Text by Alex Schechter
Images by Cody James
It’s an unusually warm, sunny day in early January, and beekeeper Eli Lichter-Marck is squatting under a canopy of oaks in his Topanga Canyon backyard. He carefully removes the lid from one of his hives. Inside, bees are crawling over the narrow wooden frames, tending their honeycomb. They seem fat and happy, but he is cautious.
“This is just a very sensitive time of year,” explains Lichter-Marck, who maintains more than 400 hives dotted around Topanga and Malibu. “Kind of make-or-break for the bees.”
It’s a pivotal moment, as the bees emerge from the dormant autumn months and the queen begins laying enormous quantities of eggs to grow the hive. And there’s another thing to keep in mind: Los Angeles hasn’t received much rain. This can mean a scarcity of plant nectar in the months ahead, which doesn’t bode well for honey production. “It forces you to approach nature in an analytical way,” Lichter-Marck says.
Keeping bees in Southern California is different than, say, Minnesota, where a four-season cycle yields predictably long, wet summers. In L.A., moisture is not guaranteed, and an extended spring, typically spanning January to May, accounts for almost all of the year’s rainfall.
Depending on how much water comes, the bees will have either a prolific summer or a meager one. On average, Lichter-Mark harvests between 1,800 and 3,000 pounds of honey annually for his company, Eli’s Bees; in a good year, a single hive can yield up to 60 pounds of the golden stuff.
Just as the quantity of honey varies year to year, so, too, do its nuances. To illustrate this point, he sets out three jars of Eli’s Bees’ signature West Malibu honey, all sourced from the hills where the Woolsey Fire burned in 2018.
While two are the color of pale lager and have a bright, candied flavor, the one in the middle is several shades darker and tastes like pine sap with a hint of cinnamon.
The honey is different because the flowers were different, Lichter-Marck explains. As L.A.’s rainy season changes year to year, the environment reacts accordingly.
“A drought honey has a whole different set of flowers, textures, and colors,” he explains, handing me a wooden spoon so I can taste the difference myself. “Rainy-season honey will be lighter and subtly sweet. You can see the transition in the landscape through the honey.”
“As a beekeeper, you’re like a train conductor. The train drives itself—you just keep it on the tracks.”
Eli Lichter-Marck
With challenges like drought and wildfire, the landscape here is particularly resilient; honeybees, brought over by Europeans in the mid-1800s, are vulnerable to such harsh conditions. But over time, as naturalized inhabitants of the Santa Monica mountains, they have proved their worth.

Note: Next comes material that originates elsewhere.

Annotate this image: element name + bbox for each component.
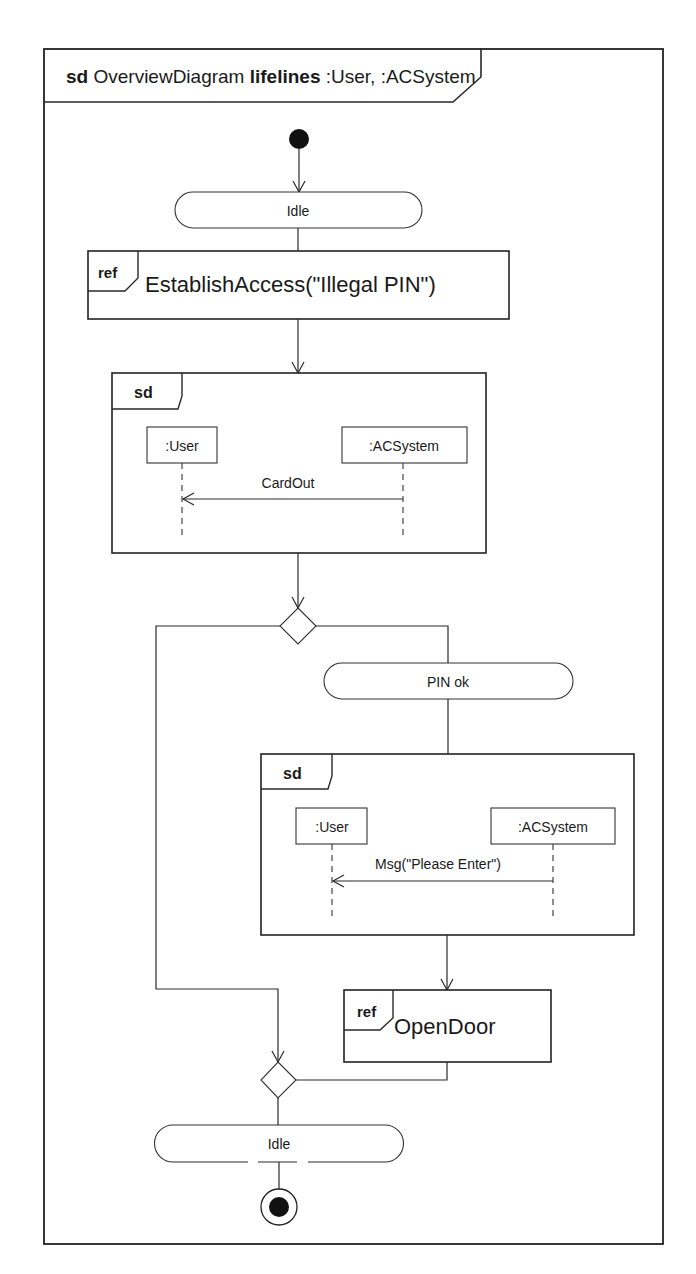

“Honeybees add an additional ecological service,” Lichter-Marck explains. “They enhance pollination.” Not to mention their enticingly bold, complex honey, the kind that Eli’s Bees is known for.
Lichter-Marck’s honey production has increased steadily since 2015, when Greg Blanc, head baker at Gjusta in Venice, invited him to keep bees on Blanc’s property. The resulting honey was sold alongside loaves of sourdough and ciabatta and became an instant hit.
Soon, Lichter-Marck was supplying bulk honey to restaurants like Farmshop in Brentwood, which used his product to make honey biscuits that accompanied the restaurant’s weekly family-style chicken dinners.
In 2018, Lichter-Marck also started offering private honey tastings, which proved equally popular. (He has put a pause on tastings due to the pandemic, but has begun hosting virtual honey tastings over Zoom; he admits the operation is “really ambitious.”)
After sending bees to the Central Valley for almond pollination, it is crunch time for Lichter-Marck. April is when honey production is in full swing, and he typically makes biweekly visits to each of the 20 locations where his hives are located. The chore list is long.
“It’s really hard to just keep the bees alive,” he admits, especially considering a parasite known as the Varroa mite, which has decimated bee populations in North America since the late 1980s.
Despite the odds stacked against him, Lichter-Marck remains charmingly optimistic. He boils down his success as a beekeeper to two factors: rain and stewardship of the hive. The idea is to disrupt the hive as little as possible.
“As a beekeeper, you’re like a train conductor,” he says. “The train drives itself—you just keep it on the tracks.”
Before beekeeping, Lichter-Marck was a medical student at Columbia University, and he approaches his work with the clear-eyed discipline of a scientist: Namely, he’s motivated by a desire to learn what it takes to keep the beehive healthy.
“Honeybees [represent] a part of nature we don’t really understand,” he says. “They’re one of the only domesticated animals who retain their wildness and their mystery. You do what you can to keep the bees happy and healthy. But the bees are living in their own universe.”